Whether a meeting revealed to the local Party secretary was held in secret is a matter of interpretation. I gave my readers the relevant facts, which Chang and Halliday did not. In any case, they do not address my larger criticism, which is that they, as writers who claim to ‘understand how the Chinese Communist system worked’, should not have speculated that the meeting between the two Pengs involved discussion of possible military action against Mao. It is inconceivable that it could have done so. And their speculation that it did is explicitly contradicted by their source.
I apologise for not having noticed that they cite Ying-mao Kau’s 1975 work for their Lin Biao quote.
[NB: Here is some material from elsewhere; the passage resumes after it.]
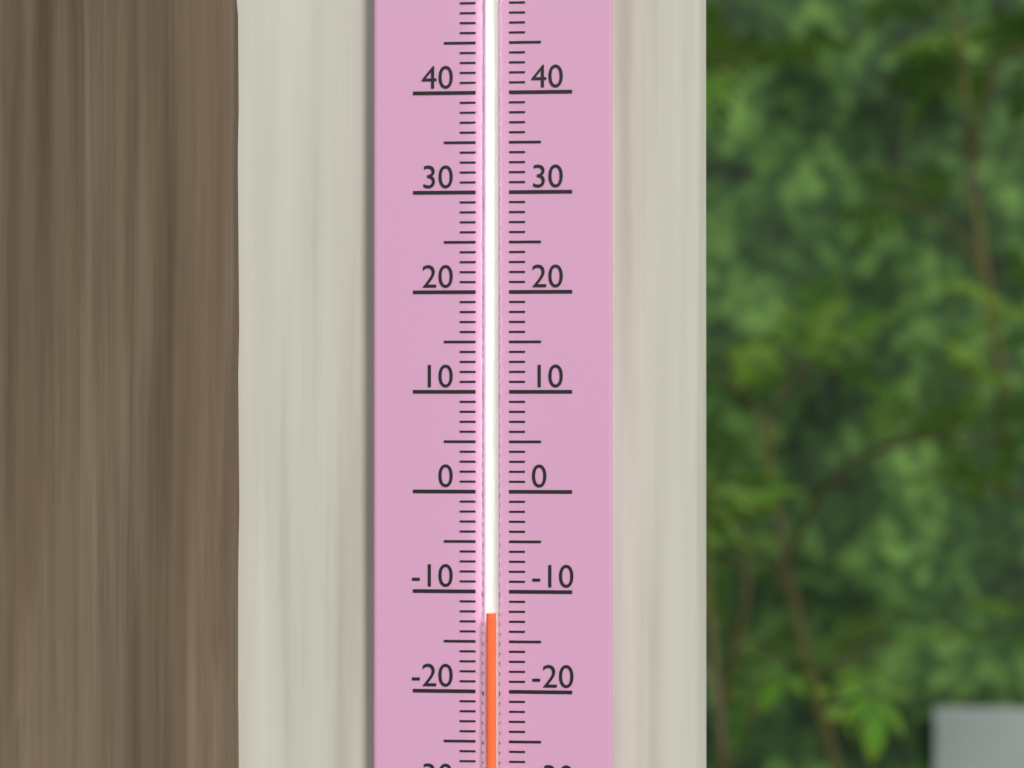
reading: -12 (no unit)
The substance of my criticism remains, that here and elsewhere they cite a three-volume unpublished work in Chinese for which they do not give what I would call ‘a full reference’ – that is, they do not say where they saw this classified source.
As to how we read Mao’s quotations, the dictator said many beautiful and idealistic things which the authors do not take as ‘vital evidence from the horse’s mouth’. I agree that his policies count, and that they were disastrous. But a main argument of Chang and Halliday’s book is that his intentions also count. In assessing these, for Mao as for other historical subjects, we have to contend with the fact that actors in history avail themselves of the same opportunities that we do for irony, humour and indirection.
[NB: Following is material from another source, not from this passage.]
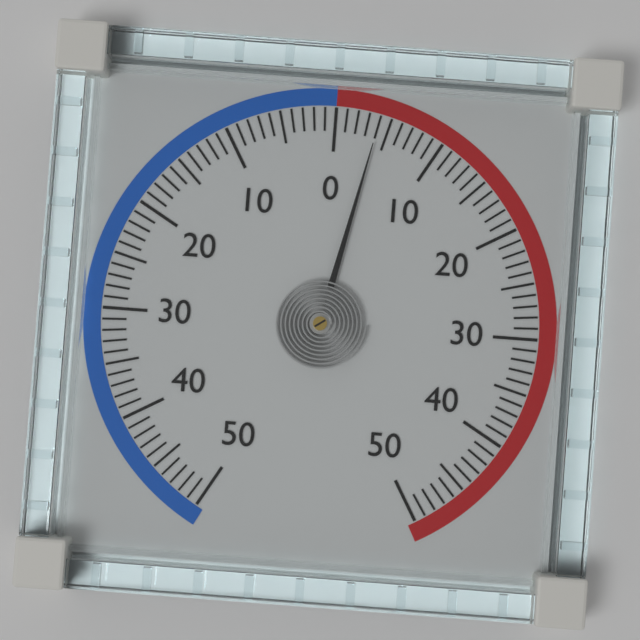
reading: 4 (no unit)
‘When I lived and worked in Moscow in the mid-1970s,’ Tony Neville writes, ‘everyone was expected to inform: failure to do so was a crime’ (Letters, 17 November). I was born in Leningrad in 1939, and lived and worked in the USSR until my emigration in 1979. Throughout that time, neither I nor others, to my knowledge, expected to inform or be informed on. Certainly, we were aware of the KGB and so on, but within the frame of that awareness we led a pretty full life. Drafted as a physician into the Soviet navy, I was dishonourably discharged in 1970 for ‘reading and spreading anti-Soviet propaganda’. Not because I was brave, but, precisely, because I was oblivious. True, during my ‘trial of honour’ by my fellow officers I became aware of a network of informers in the military. But quite a few ‘seditious’ things that I had, quite frivolously, done or said during my five-year service hadn’t been reported. Of about twenty officers on the ship only two did inform, and those who didn’t were not charged. I was surprised that some of those who took to the podium condemned the trial itself, not me.
Valentin Lyubarsky
Brooklyn, New York
Neil Forster (Letters, 1 December) remarks that Parveen Sharif’s communication to her brother, which it seems is what was relied on by the prosecution as encouraging him in his terrorist project, ‘was a purely private communication’, as if somehow that makes it all right. Leaving aside exactly what a ‘purely private’ email might be (for example, under the Regulation of Investigatory Powers Act and the Communications Act), is it right or even possible to distinguish between private encouragement and encouragement in public? Can Forster be saying that private communications should always be off limits where possible criminal offences are concerned?
Simon Cockshutt
London W5
It was John A. Costello, not de Valera, who declared Ireland a republic in 1948: an editorial slip-up in Matthew Kelly’s review of Charles Townshend’s Easter 1916 (LRB, 1 December).
Editors, ‘London Review’
Read anywhere with the London Review of Books app, available now from the App Store for Apple devices, Google Play for Android devices and Amazon for your Kindle Fire.
For highlights from the latest issue, our archive and the blog, as well as news, events and exclusive promotions.